Tuesday, June 24, 2014

Previewing Tyrant




It has become a cliché ever since The Godfather coined the phrase: "Just when I thought I was out, they pulled me back in." Barry has been living the simple life as a pediatrician in Pasadena for the past twenty years with two teenaged kids (one boy and one girl of course). But his nephew’s wedding brings him back home for the first time in two decade and in instantly brought back in to family turmoil. But unlike the numerous other stories of people being pulled back into the family business, Barry was born Bassam Al-Fayeed and the family business is the dictatorship of the Middle Eastern country Abbudin.

That is the premise of the new FX series Tyrant. The show comes from the same guys who did Homeland which is kind of the reverse of Tyrant where an American exiled in the Middle East (so to speak) returns to the United States. But where Homeland had twists and shocks at every turn (some good, some horribly bad), Tyrant for the most part plays it safe, the series premiere plays out almost exactly how I expected it to just from knowing the premise. The only scene that was mildly surprising is that that causes Barry (Adam Rayner who looks like a vaguely ethnic Matthew Fox).

After the premiere, the show falls into an almost procedural where instead of a case of the week, there is an Arabic country problem of the week where the country’s general (and Barry’s uncle) wants to solve with force, usually the deadly kind, while Barry tries to convince the president to solve the problems in a more civilized (read: American) way. Teenage terrorist kidnap someone? The general want to storm the building and kill everyone, Barry wants to go in and talk. Suspected terrorist is captured? The general wants him hung in the town square within twenty-four hours, Barry wants a trial. Peaceful protest in the town square: The general thinks the president should go talk to them. Oh, wait no that is Barry, the general want to kill them all.

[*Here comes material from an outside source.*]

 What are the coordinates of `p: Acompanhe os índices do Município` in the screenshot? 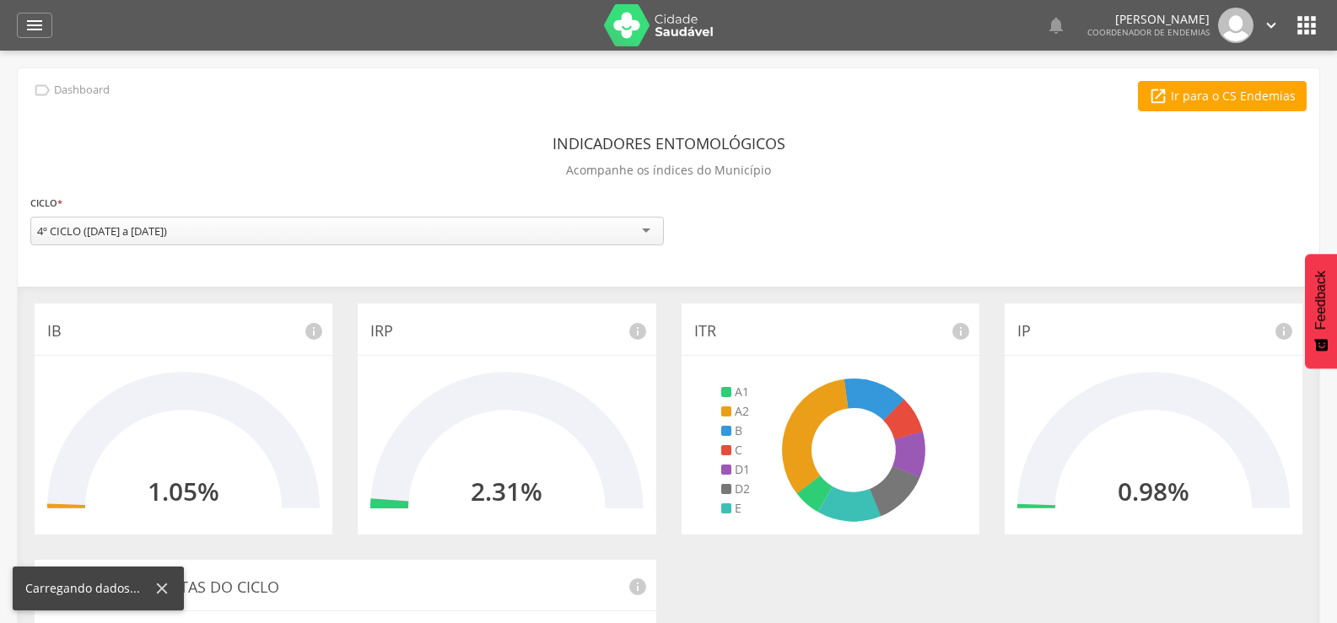 It's located at (668, 170).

I am actually more interested in Barry’s family. The underappreciated Jennifer Finnigan (Monday Mornings) has been married to a dictator’s son for all this time but apparently never talks about it. The son is your typical teenage douchebag who has no problem living up the dictator family lifestyle even though some of his action would have him stoned in the town square. The daughter does not want to be there but never really articulates why (she does call her grandfather a war criminal at one point) and we have to assume she does not want to spend time in a country where women are oppressed. It was almost as if the Homeland writers are overcompensating the internet’s hate over Dana Brody that they give the daughter absolutely nothing to do but know she is basically just Chris Brody without the irrational Wizards fandom. But none of the American citizens are flushed out and that includes the underutilized Justin Kirk (Weeds) as a U.S. diplomat.

The most interesting characters in the first couple episodes are Barry’s brother Ashraf Barhom (300: Rise of an Empire), who, without his brother for the last couple years, managed to be Uday and Qusay Hussein rolling into one. Sure some will see the character as way over the top, but nothing he does in the first episode I do not look at and say yeah, I would totally believe that either Uday or Qusay did the exact same thing, I would actully be more shocked to learn they were not doing the swame things. He is married to Moran Atias (The Next Three Days) your typical political wife who may very well be more ambitious than her husband.

Tyrant reminds me of numerous post-Golden Age of Television show where all the ingredients are there: good idea, good acting, it looks good, but it sometimes forgets to be entertaining. Tyrant is good, but for the first couple episodes I have been waiting for great, it just has not arrived… yet (hopefully).

Tyrant airs Tuesdays at 10:00 on FX.